(Nanowork News) Scientists at Paderborn University have used a new method to determine the properties of optical, i.e. light-based, quantum states. For the first time, they are using specific photon detectors – devices that can detect individual light particles – for so-called homodyne detection. The ability to characterize optical quantum states makes this method an essential tool for quantum information processing. Accurate knowledge of their properties is important, for example, for use in quantum computers.
The results were published in the journal. quantum optics (“Low-noise balanced homodyne detection using a superconducting nanowire single-photon detector”).
“Homodyne detection is a frequently used method in quantum optics to probe the wave properties of optical quantum states,” explains Timon Schapeler from the Paderborn “Mesoscopic Quantum Optics” working group at the Department of Physics. Together with Dr. Maximilian Protte, he used this method to investigate continuous variables in optical quantum states. This includes various characteristics of light waves. This could be, for example, the amplitude or phase, i.e. the oscillatory behavior of the wave, which is important, among other things, for the targeted manipulation of light.
For the first time, physicists used a superconducting nanowire single-photon detector for their measurements, which is currently the fastest device for photon counting.

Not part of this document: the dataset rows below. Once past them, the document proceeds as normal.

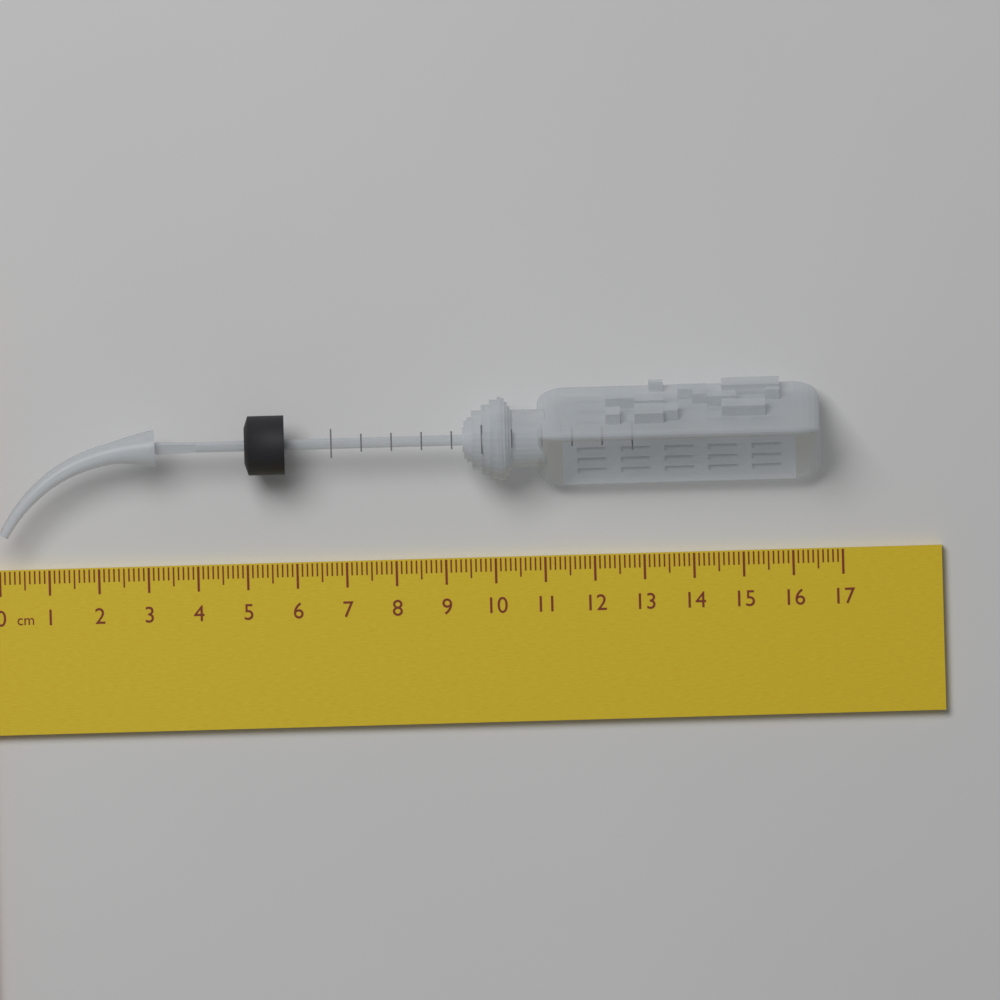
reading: 16.6 cm
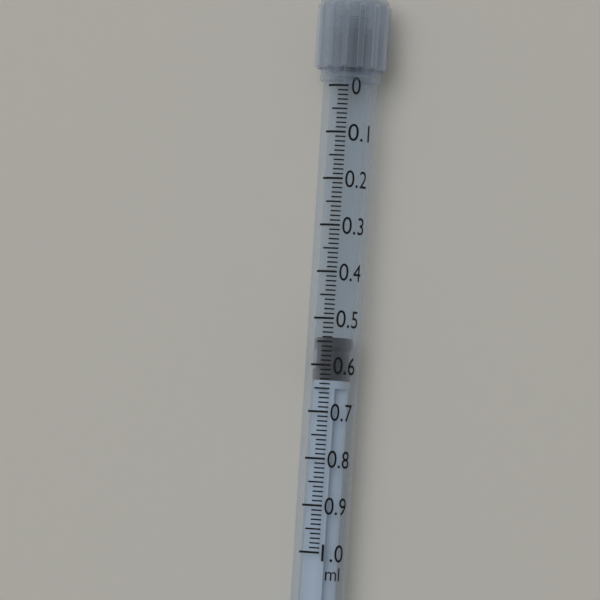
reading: 0.54 ml
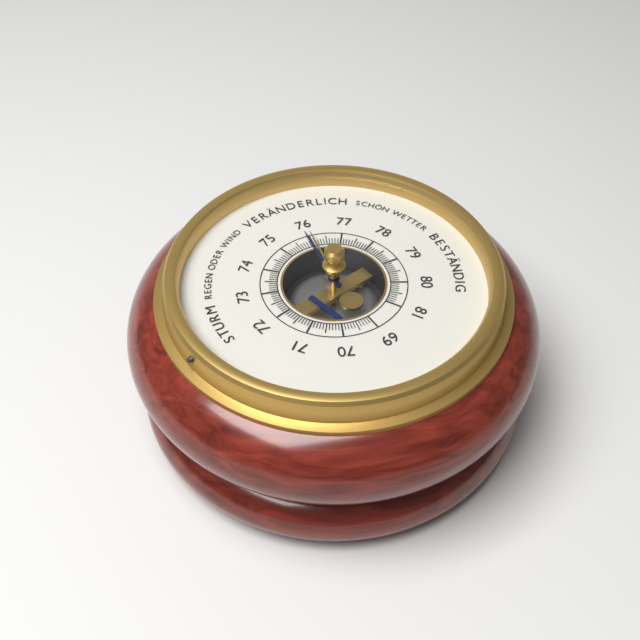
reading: 75.9 (no unit)
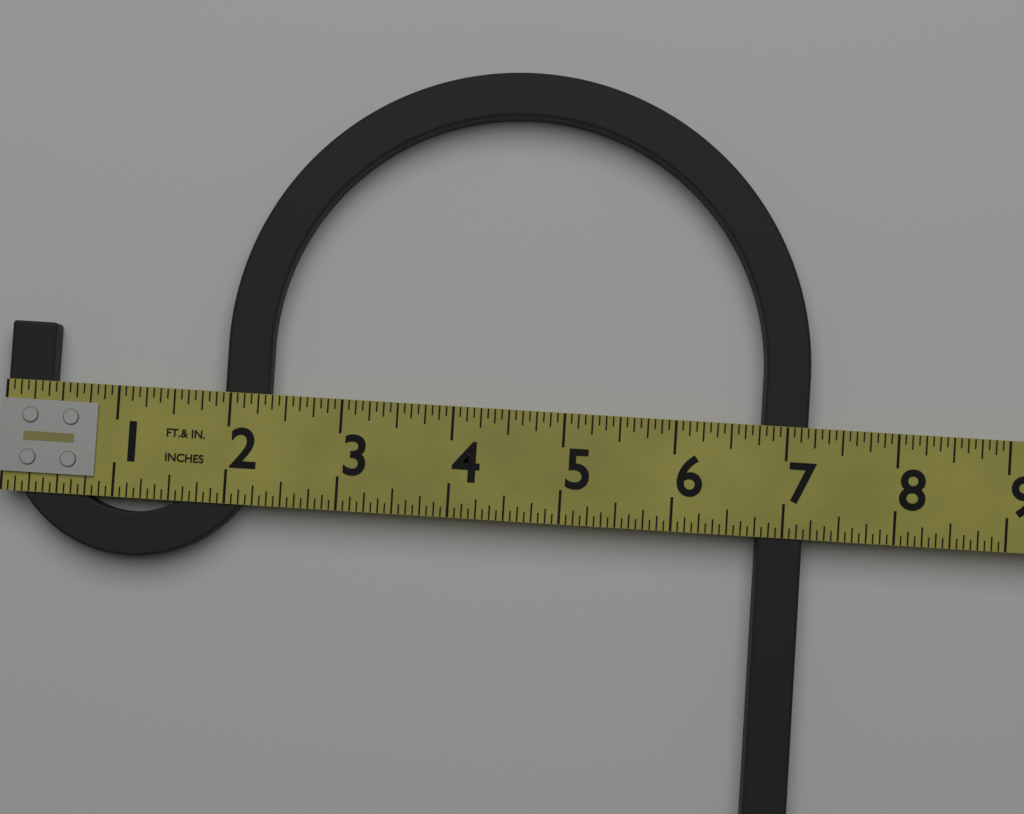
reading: 7.1875 in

Through a special experimental setup, the two scientists showed that a homodyne detector with a superconducting single-photon detector exhibits a linear response to the input photon flux. Translated, this means that the measured signal is proportional to the input signal.
“In principle, the integration of a superconducting single-photon detector offers many advantages in the continuous variable region, especially in the intrinsic phase stability. The system also has an on-chip detection efficiency of almost 100%, meaning no particles are lost. “Our results could enable the development of highly efficient homodyne detectors with single-photon detection detectors,” says Schapeler.
Using the continuous variable of light opens up new and exciting possibilities for quantum information processing beyond qubits, the typical computing units in quantum computers.